Problem description -
Reproduce each line, exactly, from the one containing "Task: Click on the TEAM" through the end of the material. Exclude pictures.

———

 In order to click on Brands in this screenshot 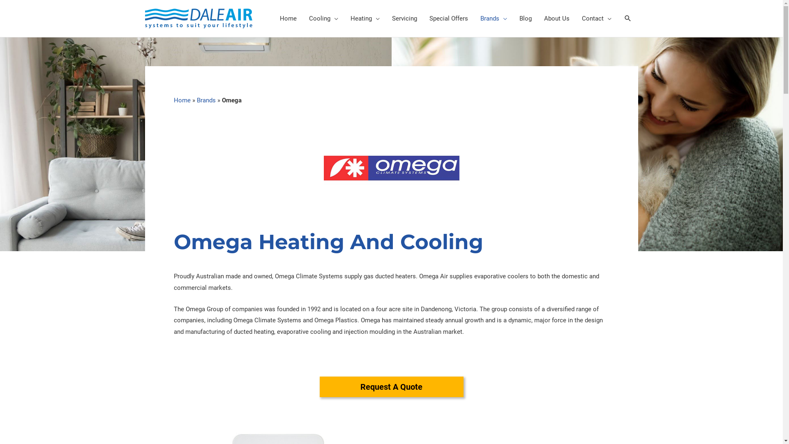, I will do `click(206, 100)`.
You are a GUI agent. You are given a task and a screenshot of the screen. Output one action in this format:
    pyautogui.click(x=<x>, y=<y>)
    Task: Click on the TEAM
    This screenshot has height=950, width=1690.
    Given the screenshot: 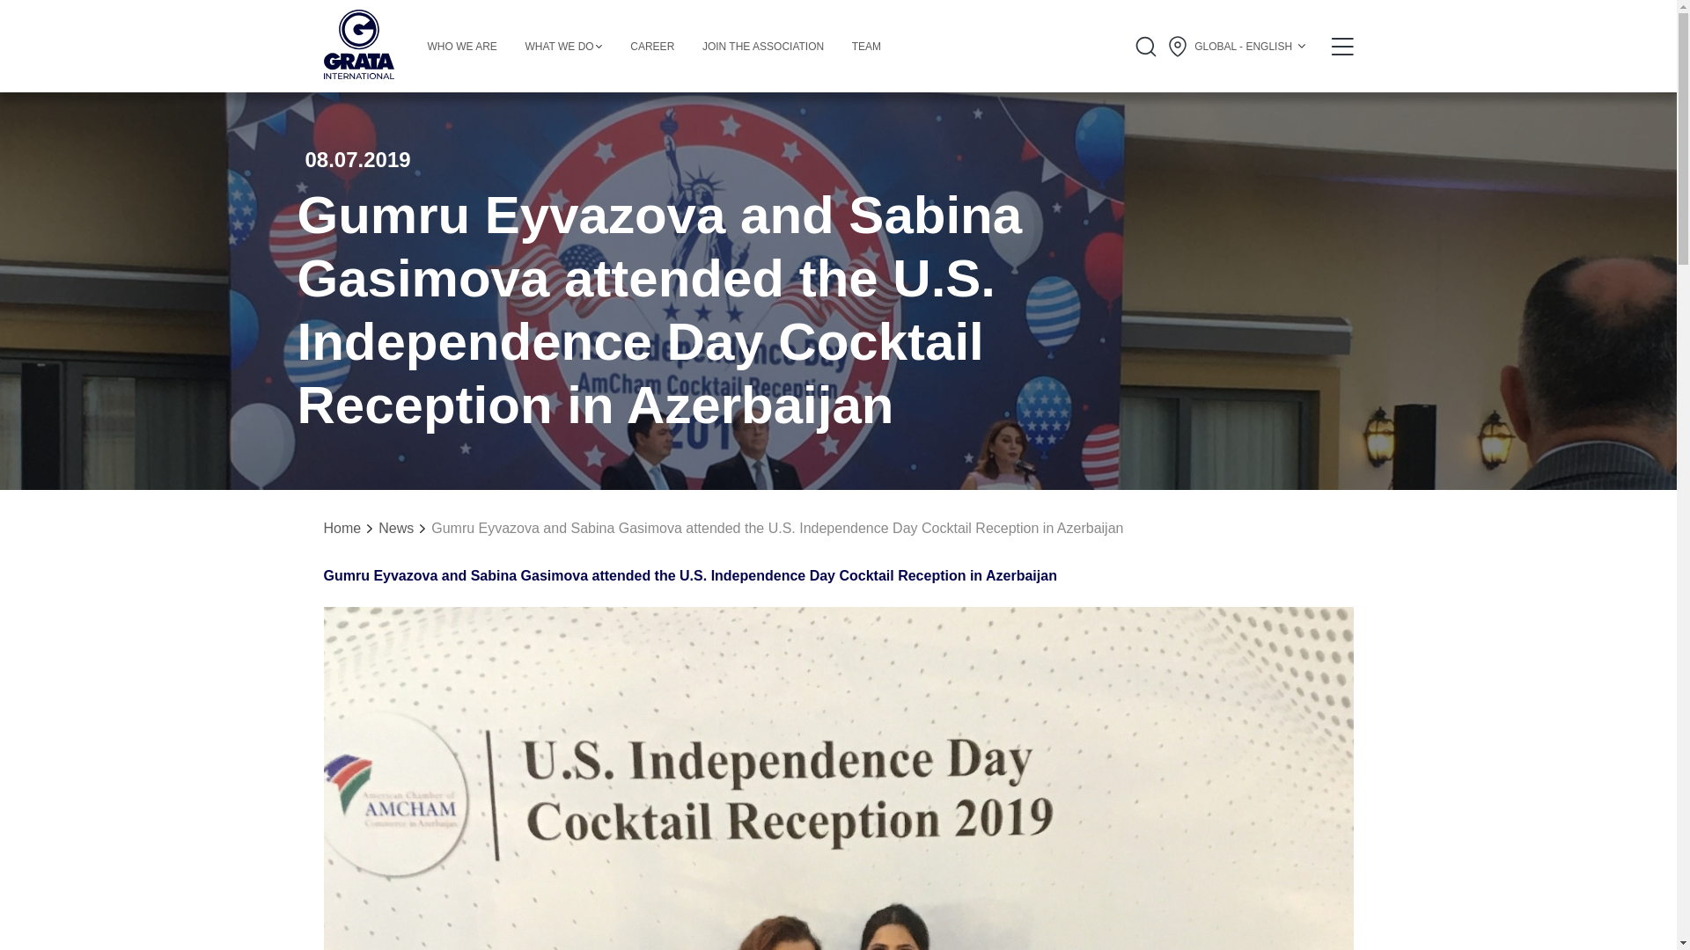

———

Response to the task -
    Task: Click on the TEAM
    This screenshot has height=950, width=1690.
    Given the screenshot: 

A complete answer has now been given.